The Best New Table Game contest is always a highlight at Casino Journal’s annual Cutting Edge Table Games contest.

This year, our congratulations go to the folks at Texas Switch, whose game by the same name took first prize. We’re also very grateful to the properties who give the contest the full weight that it has by agreeing to give the winning game floor space, pending the necessary jurisdictional and regulatory requirements:  Akwesasne Mohawk Casino & Resort, Bucky’s Casino, Grey Eagle Casino, Muckleshoot Casino and Saratoga Casino Blackhawk.

The contest was sponsored this year by EZ Baccarat, winner of the conference’s first ever new game contest in 2008. In presenting the award to Texas Switch, inventor Robin Powell said, “now is when the work begins,” and he would know. It took 10 years for EZ Baccarat to gain robust casino distribution, and there have been plenty more challenges since, not least the threat of imitation games, none of which were able to compete with the strength of the EZ Baccarat brand.

The challenges facing table game developers are many, as are the dos and don’ts. They were expertly detailed in an earlier session by Dr. Mark Yoseloff, executive director of UNLV’s Center for Gaming Innovation and former chairman and CEO of Shuffle Master from 2000-09. Here’s a sampling:

Would you play your own game? If the answer is no, why would you expect anyone else to play it? “Some people seem so disinterested in their own games that I question whether they would play them,” said Yoseloff.  “And another point is don’t underestimate the casino player; I see this all the time. You as the game inventor are, of course, brilliant, but the average casino player is an idiot. That mentality gets you nowhere as a creator.”

By the way, this year’s winner passes this particular test with flying colors. Texas Switch, which was developed in June, came to inventor Sean Henn during a bad card session. “I was playing Ultimate Texas Hold’Em and I kept getting lousy cards and having to fold them and I was thinking, ‘God, I wish I could just switch my two cards and play,’” he said. “The light bulb went off, I started tinkering and here we are.”

Game rules and dealing procedures:Regulators and operators require detailed rules. Have many decks of cards does it use? How many dice? What are the betting sequences? You have to think step-by-step as a game inventor how the game is going to work. What is the game math?

How many decision points are there in a game?Some games have none. Most games have at least one.

How is win or loss determined, and what procedures does the dealer follow in collecting?“I played one game out there that was so complicated that you might be lucky to get 20 rounds an hour completed, said Yoseloff. “There were like 18 bets on the table; some were initial bets and some were added bets. Even though you’ve lost some of these bets, some things are still in action and the cards are still alive. I was picturing any casino training a dealer to remember everything.”

Will my game appeal to the casinos?You have several masters; the player and the casino, and they’re adversarial.  The new game has to make more money than the game it replaces and it has to make more money than a game that carries no monthly fees. “From the casino’s perspective, they don’t want to know the true house advantage, they want to know the ease of dealing,” said Yoseloff. In terms of wagers-per-hand, the sweet spot is two to five per game. As for rounds per hour, a lot of casinos are shooting for 60 with blackjack. It used to be 50. The slowest game is pai gow poker at 30 rounds per hour.

The player: “There is a psychological probability of everything and a real probability,” said Yoseloff. “The public generally overestimates the likelihood of positive events and underestimates the likelihood of negative events. In order for your game to be appealing to the public, it has to have the right psychological probability. One time we put in a game and a table manager said to me, ‘This game will never work because we can’t win money’ We had buried the house advantage so cleverly in that game that he was convinced that somehow there was an error. A week later, he was a believer. Your game has to have the right psychological mathematical appeal.”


Task statement: A single number is the answer here: the count of lines in the data below that include the word "Access".

BEGIN Recorded information

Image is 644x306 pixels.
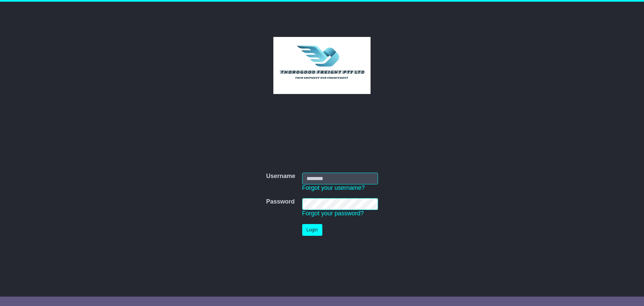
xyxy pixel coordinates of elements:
[266,198,295,206] label: Password
[302,224,322,236] button: Login
[302,210,364,217] a: Forgot your password?
[266,173,295,180] label: Username
[274,37,371,94] img: Thorogood Freight Pty Ltd
[302,185,365,191] a: Forgot your username?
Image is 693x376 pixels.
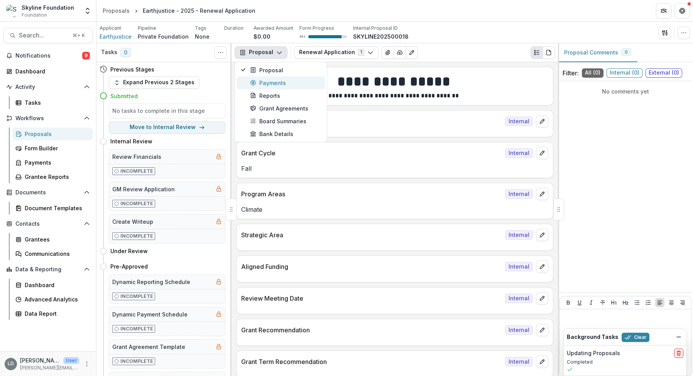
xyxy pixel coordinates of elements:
div: Dashboard [25,281,87,289]
h4: Submitted [110,92,138,100]
p: [PERSON_NAME] [20,356,60,364]
span: Notifications [15,52,82,59]
div: Dashboard [15,67,87,75]
button: Open entity switcher [82,3,93,19]
p: Incomplete [120,200,153,207]
p: Grant Cycle [241,148,502,157]
div: Proposals [103,7,130,15]
p: Climate [241,205,549,214]
button: edit [536,115,549,127]
div: Data Report [25,309,87,317]
p: 86 % [300,34,305,39]
span: Data & Reporting [15,266,81,273]
a: Proposals [100,5,133,16]
p: Incomplete [120,232,153,239]
span: Internal [505,230,533,239]
a: Earthjustice [100,32,132,41]
div: Earthjustice - 2025 - Renewal Application [143,7,256,15]
span: Search... [19,32,68,39]
button: edit [536,188,549,200]
button: edit [536,229,549,241]
div: Reports [250,91,321,100]
button: Proposal Comments [558,43,638,62]
button: More [82,359,91,368]
button: edit [536,260,549,273]
span: Internal [505,189,533,198]
div: Grantee Reports [25,173,87,181]
p: Incomplete [120,168,153,174]
button: Open Data & Reporting [3,263,93,275]
button: Open Documents [3,186,93,198]
button: Underline [575,298,584,307]
a: Form Builder [12,142,93,154]
button: Edit as form [406,46,418,59]
p: Program Areas [241,189,502,198]
h3: Tasks [101,49,117,56]
button: Align Center [667,298,676,307]
button: Dismiss [674,332,684,341]
p: Awarded Amount [254,25,293,32]
span: Documents [15,189,81,196]
button: Open Contacts [3,217,93,230]
button: edit [536,355,549,367]
a: Advanced Analytics [12,293,93,305]
span: Internal [505,262,533,271]
button: Notifications9 [3,49,93,62]
nav: breadcrumb [100,5,259,16]
p: No comments yet [563,87,689,95]
p: Private Foundation [138,32,189,41]
button: Partners [656,3,672,19]
h4: Under Review [110,247,148,255]
p: Grant Note & Flags [241,117,502,126]
button: Get Help [675,3,690,19]
button: PDF view [543,46,555,59]
h5: No tasks to complete in this stage [112,107,222,115]
button: Ordered List [644,298,653,307]
span: All ( 0 ) [582,68,604,78]
button: edit [536,292,549,304]
button: Open Activity [3,81,93,93]
p: Duration [224,25,244,32]
button: Align Left [655,298,665,307]
span: 0 [625,49,628,55]
div: Lisa Dinh [8,361,14,366]
a: Dashboard [3,65,93,78]
div: Communications [25,249,87,257]
p: SKYLINE202500018 [353,32,409,41]
button: Align Right [678,298,687,307]
button: Italicize [587,298,596,307]
p: Review Meeting Date [241,293,502,303]
span: Internal ( 0 ) [607,68,643,78]
button: edit [536,323,549,336]
div: Skyline Foundation [22,3,74,12]
button: Bold [564,298,573,307]
button: View Attached Files [382,46,394,59]
h5: Dynamic Reporting Schedule [112,278,190,286]
button: Strike [598,298,608,307]
p: Aligned Funding [241,262,502,271]
div: Grant Agreements [250,104,321,112]
p: Applicant [100,25,121,32]
button: Open Workflows [3,112,93,124]
span: 9 [82,52,90,59]
span: Contacts [15,220,81,227]
p: Filter: [563,68,579,78]
h4: Internal Review [110,137,152,145]
h5: Create Writeup [112,217,153,225]
span: Workflows [15,115,81,122]
a: Tasks [12,96,93,109]
p: None [195,32,210,41]
div: Document Templates [25,204,87,212]
span: Activity [15,84,81,90]
button: Toggle View Cancelled Tasks [215,46,227,59]
p: [PERSON_NAME][EMAIL_ADDRESS][DOMAIN_NAME] [20,364,79,371]
p: Strategic Area [241,230,502,239]
div: Proposals [25,130,87,138]
h5: Dynamic Payment Schedule [112,310,188,318]
h2: Updating Proposals [567,350,620,356]
button: delete [674,348,684,357]
p: Incomplete [120,357,153,364]
span: Internal [505,357,533,366]
a: Proposals [12,127,93,140]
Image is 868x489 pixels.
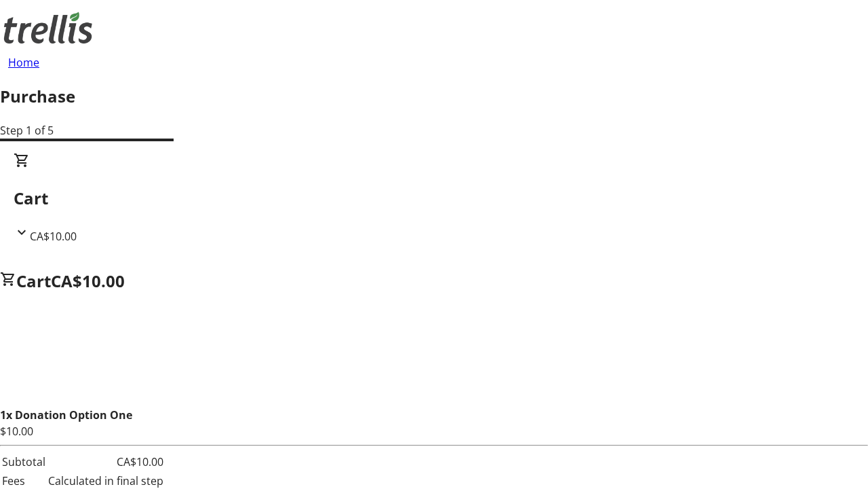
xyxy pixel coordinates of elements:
[1,452,47,471] td: Subtotal
[30,229,77,244] span: CA$10.00
[50,270,125,292] span: CA$10.00
[14,152,854,244] div: CartCA$10.00
[16,270,50,292] span: Cart
[14,186,854,211] h2: Cart
[48,452,164,471] td: CA$10.00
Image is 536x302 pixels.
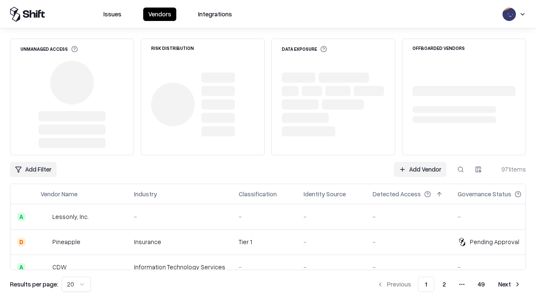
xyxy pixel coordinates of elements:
a: Add Vendor [394,162,446,177]
div: Detected Access [373,189,421,198]
div: - [134,212,225,221]
button: 2 [436,276,453,291]
div: Industry [134,189,157,198]
div: - [458,212,535,221]
img: CDW [41,263,49,271]
img: Pineapple [41,237,49,246]
button: 49 [471,276,492,291]
div: - [458,262,535,271]
div: - [239,262,290,271]
button: Vendors [143,8,176,21]
div: - [304,237,359,246]
div: A [17,263,26,271]
div: Governance Status [458,189,511,198]
p: Results per page: [10,279,58,288]
button: Integrations [193,8,237,21]
div: Data Exposure [282,46,327,52]
div: Lessonly, Inc. [52,212,89,221]
div: Offboarded Vendors [413,46,465,50]
div: A [17,212,26,221]
div: Information Technology Services [134,262,225,271]
div: 971 items [493,165,526,173]
div: CDW [52,262,67,271]
div: - [304,212,359,221]
button: Next [493,276,526,291]
button: Add Filter [10,162,57,177]
div: Classification [239,189,277,198]
div: - [373,262,444,271]
nav: pagination [372,276,526,291]
div: Insurance [134,237,225,246]
button: Issues [98,8,126,21]
div: Risk Distribution [151,46,194,50]
div: D [17,237,26,246]
div: - [373,237,444,246]
div: Pending Approval [470,237,519,246]
div: - [304,262,359,271]
div: Identity Source [304,189,346,198]
div: Pineapple [52,237,80,246]
div: Tier 1 [239,237,290,246]
div: Vendor Name [41,189,77,198]
div: - [239,212,290,221]
div: Unmanaged Access [21,46,78,52]
div: - [373,212,444,221]
button: 1 [418,276,434,291]
img: Lessonly, Inc. [41,212,49,221]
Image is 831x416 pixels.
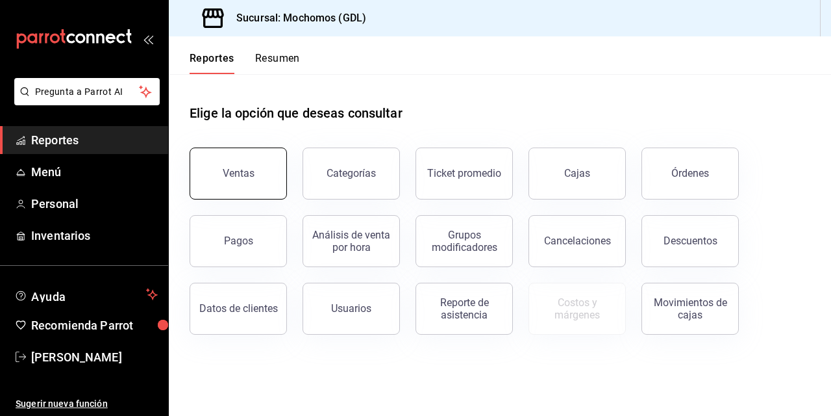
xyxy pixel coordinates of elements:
[424,296,505,321] div: Reporte de asistencia
[9,94,160,108] a: Pregunta a Parrot AI
[190,52,300,74] div: Pestañas de navegación
[331,302,372,314] div: Usuarios
[642,283,739,335] button: Movimientos de cajas
[143,34,153,44] button: open_drawer_menu
[35,85,140,99] span: Pregunta a Parrot AI
[190,103,403,123] h1: Elige la opción que deseas consultar
[416,283,513,335] button: Reporte de asistencia
[31,350,122,364] font: [PERSON_NAME]
[31,165,62,179] font: Menú
[427,167,501,179] div: Ticket promedio
[16,398,108,409] font: Sugerir nueva función
[190,215,287,267] button: Pagos
[303,215,400,267] button: Análisis de venta por hora
[529,147,626,199] button: Cajas
[544,235,611,247] div: Cancelaciones
[416,147,513,199] button: Ticket promedio
[223,167,255,179] div: Ventas
[424,229,505,253] div: Grupos modificadores
[327,167,376,179] div: Categorías
[14,78,160,105] button: Pregunta a Parrot AI
[311,229,392,253] div: Análisis de venta por hora
[31,286,141,302] span: Ayuda
[224,235,253,247] div: Pagos
[642,147,739,199] button: Órdenes
[664,235,718,247] div: Descuentos
[190,147,287,199] button: Ventas
[642,215,739,267] button: Descuentos
[31,318,133,332] font: Recomienda Parrot
[537,296,618,321] div: Costos y márgenes
[565,167,590,179] div: Cajas
[529,283,626,335] button: Contrata inventarios para ver este reporte
[416,215,513,267] button: Grupos modificadores
[255,52,300,74] button: Resumen
[190,52,235,65] font: Reportes
[31,197,79,210] font: Personal
[672,167,709,179] div: Órdenes
[529,215,626,267] button: Cancelaciones
[190,283,287,335] button: Datos de clientes
[303,283,400,335] button: Usuarios
[303,147,400,199] button: Categorías
[31,133,79,147] font: Reportes
[226,10,366,26] h3: Sucursal: Mochomos (GDL)
[31,229,90,242] font: Inventarios
[650,296,731,321] div: Movimientos de cajas
[199,302,278,314] div: Datos de clientes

END Recorded information

Task response: 2